Into her mind came a phrase she had heard in her childhood.
On the outskirts of Eldara there was a little shack
owned by a Mexican—Jose, he was called,
and nothing else, “Greaser” Jose.
One night an alarm of fire was given in Eldara, and
the whole populace turned out to enjoy the sight;
it was a festival occasion, in a way. It was the
house of Greaser Jose.
The cowpunchers manned a bucket line, but the source
of water was far away, the line too long, and the
flames gained faster than they could be quenched.
All through the work of fire-fighting Greaser Jose
was everywhere about the house, flinging buckets of
water through the windows into the red furnace within;
his wife and the two children stood stupidly, staring,
dumb. But in the end, when the fire was towering
above the roof of the house, roaring and crackling,
the Mexican suddenly raised a long arm and called
to the bucket line, “It is done. Senors,
I thank you.”
Then he had folded his arms and repeated in a monotone,
over and over again: “Todo es perdo;
todo es perdo!”
His wife came to him, frantic, wailing, and threw
her arms around his neck. He merely repeated
with heavy monotony: “Todo es perdo;
todo es perdo!”
The phrase clung in the mind of the girl; and she
rose at last and went back to her bunk, repeating:
“Todo es perdo; todo es perdo! All is
lost; all is lost!”
No tears were in her eyes; they were wide and solemn,
looking up to the shadows of the ceiling, and so she
went to sleep with the solemn Spanish phrase echoing
through her whole being: “Todo es perdo!”
She woke with the smell of frying bacon pungent in
her nostrils.
BACON
The savour of roasting chicken, that first delicious
burst of aroma when the oven door is opened, would
tempt an angel from heaven down to the lowly earth.
A Southerner declares that his nostrils can detect
at a prodigious distance the cooking of “possum
and taters.” A Kanaka has a cosmopolitan
appetite, but the fragrance which moves him most nearly
is the scent of fish baking in Ti leaves. A Frenchman
waits unmoved until the perfume of some rich lamb
ragout, an air laden with spices, is wafted toward
him.
Every man and every nation has a special dish, in
general; there is only one whose appeal is universal.
It is not for any class or nation; it is primarily
for “the hungry man,” no matter what has
given him an appetite. It may be that he has
pushed a pen all day, or reckoned up vast columns,
or wielded a sledge-hammer, or ridden a wild horse
from morning to night; but the savour of peculiar
excellence to the nostrils of this universal hungry
man is the smell of frying bacon.
A keen appetite is even stronger than sorrow, and
when Sally Fortune awoke with that strong perfume
in her nostrils, she sat straight up among the blankets,
startled as the cavalry horse by the sound of the
trumpet. What she saw was Anthony Bard kneeling
by the coals of the fire over which steamed a coffee-pot
on one side and a pan of crisping bacon on the other.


# [Task objective]
Lines with "button": copy each one from the listing below.

# [Input]

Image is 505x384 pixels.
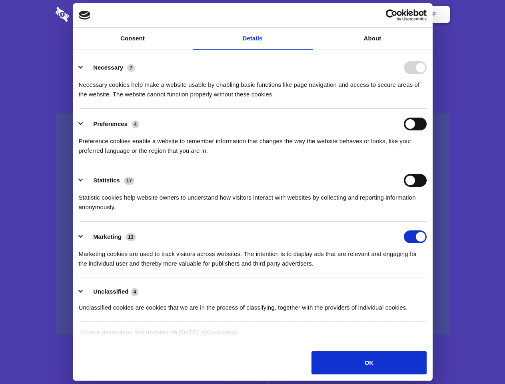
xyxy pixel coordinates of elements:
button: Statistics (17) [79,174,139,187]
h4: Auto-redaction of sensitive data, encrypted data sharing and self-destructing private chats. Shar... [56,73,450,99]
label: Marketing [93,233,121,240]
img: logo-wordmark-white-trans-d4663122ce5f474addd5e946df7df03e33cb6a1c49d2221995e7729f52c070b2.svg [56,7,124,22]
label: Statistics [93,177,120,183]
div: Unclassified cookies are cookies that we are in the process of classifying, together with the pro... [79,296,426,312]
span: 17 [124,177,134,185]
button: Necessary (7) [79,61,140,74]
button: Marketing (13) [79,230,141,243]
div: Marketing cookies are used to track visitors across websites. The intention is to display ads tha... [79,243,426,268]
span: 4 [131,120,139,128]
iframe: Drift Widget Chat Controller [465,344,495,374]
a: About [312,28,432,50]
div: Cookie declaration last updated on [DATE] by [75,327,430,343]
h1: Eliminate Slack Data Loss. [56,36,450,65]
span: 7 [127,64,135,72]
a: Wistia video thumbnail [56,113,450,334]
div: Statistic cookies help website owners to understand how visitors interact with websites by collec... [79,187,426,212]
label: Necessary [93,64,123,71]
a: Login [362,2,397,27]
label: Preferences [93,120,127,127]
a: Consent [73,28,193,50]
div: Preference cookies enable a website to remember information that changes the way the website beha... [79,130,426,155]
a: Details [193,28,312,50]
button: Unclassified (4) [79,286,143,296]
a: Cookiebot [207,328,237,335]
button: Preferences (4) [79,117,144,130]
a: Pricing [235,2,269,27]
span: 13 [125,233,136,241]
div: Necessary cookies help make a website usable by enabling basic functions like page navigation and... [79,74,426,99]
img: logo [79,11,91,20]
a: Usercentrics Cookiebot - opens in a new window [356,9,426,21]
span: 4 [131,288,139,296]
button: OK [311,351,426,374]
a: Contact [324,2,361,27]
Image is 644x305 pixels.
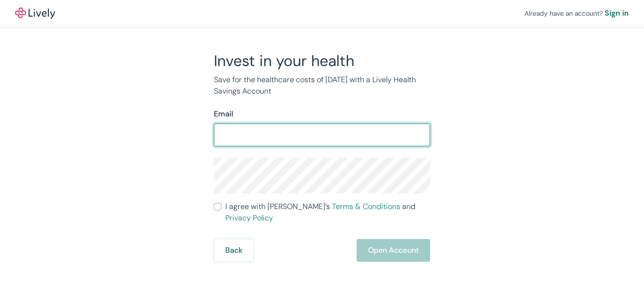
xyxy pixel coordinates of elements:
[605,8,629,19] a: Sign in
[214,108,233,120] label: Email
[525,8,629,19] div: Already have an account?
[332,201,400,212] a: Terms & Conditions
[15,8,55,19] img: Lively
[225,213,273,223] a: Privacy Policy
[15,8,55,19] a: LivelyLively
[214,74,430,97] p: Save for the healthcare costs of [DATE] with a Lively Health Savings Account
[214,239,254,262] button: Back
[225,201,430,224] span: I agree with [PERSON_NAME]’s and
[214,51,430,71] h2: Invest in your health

# [Written answer]
button: Statistics (17) [79,174,139,187]
button: Necessary (7) [79,61,140,74]
button: Marketing (13) [79,230,141,243]
button: Unclassified (4) [79,286,143,296]
button: Preferences (4) [79,117,144,130]
button: OK [311,351,426,374]
[214,239,254,262] button: Back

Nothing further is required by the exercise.